I joined Snapchat a while ago. I found tremendous value in the snapstorms by Mark Suster. And some value in the chats from Justin Kan and Gary Vanyerchuk. I’m no Snapchat expert–never made a snap. Just followed people for their stories. But I was interested and was checking the app a couple times a day for a while.

Yet, now I deleted the app from my phone.

Why?

Because even though I was getting value from the media I was consuming, there were two major issues.

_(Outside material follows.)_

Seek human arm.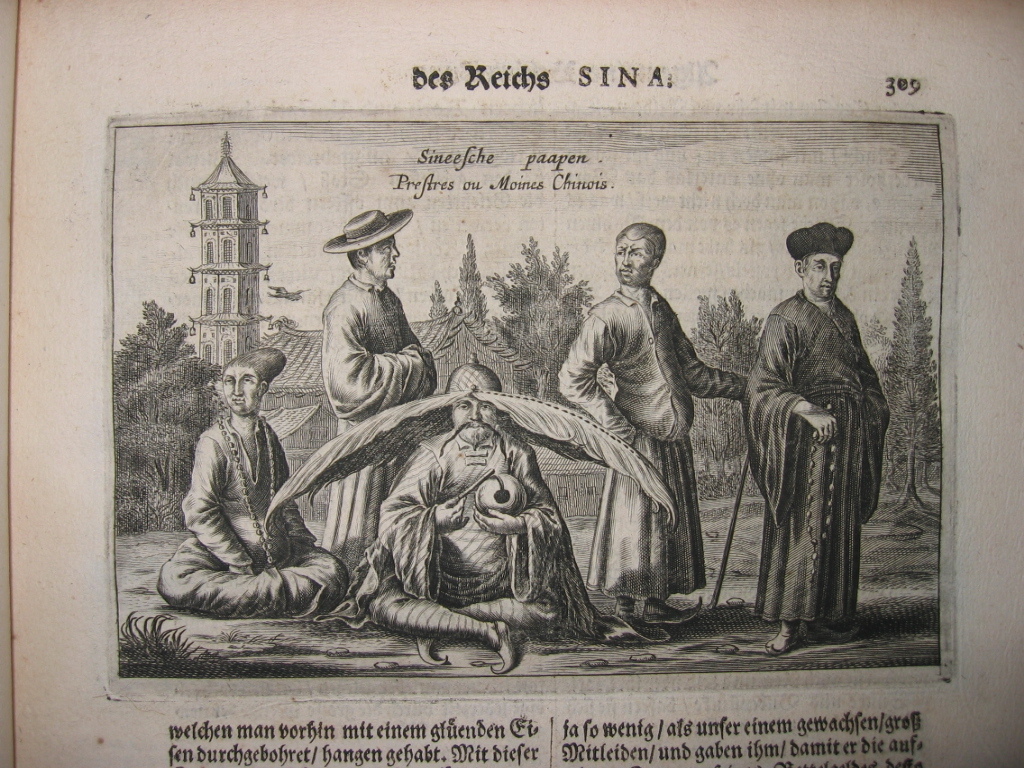
x1=374, y1=443, x2=472, y2=534.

  • I couldn’t share a great snapchat. Other than suggesting “hey, why don’t you get on snapchat and follow this person because they are talking about lots of interesting things”, you can’t share the knowledge. I didn’t think that was very important until the fifth or sixth time I thought “geez, XXX would really enjoy this” and then realized I couldn’t share it with them and felt a twinge of annoyance. I miss having a universal resource locator that I can share as I please.
  • I couldn’t consume a snapchat when I wanted to. I often will email myself an article, or leave a tab open, or even post it to Twitter or Hacker News if I scan it and know I’d like to come back and read it more fully later. Even in my Twitter or Facebook feeds, I can scroll back years if I want to. Snapchat forces you to consume content on their schedule. And that gets frustrating.

I can see why both of these attributes good for content creators–they force the consumer to engage more. More on that here, from msuster. But this consumer is saying goodbye to Snapchat. At least until they give me URLs.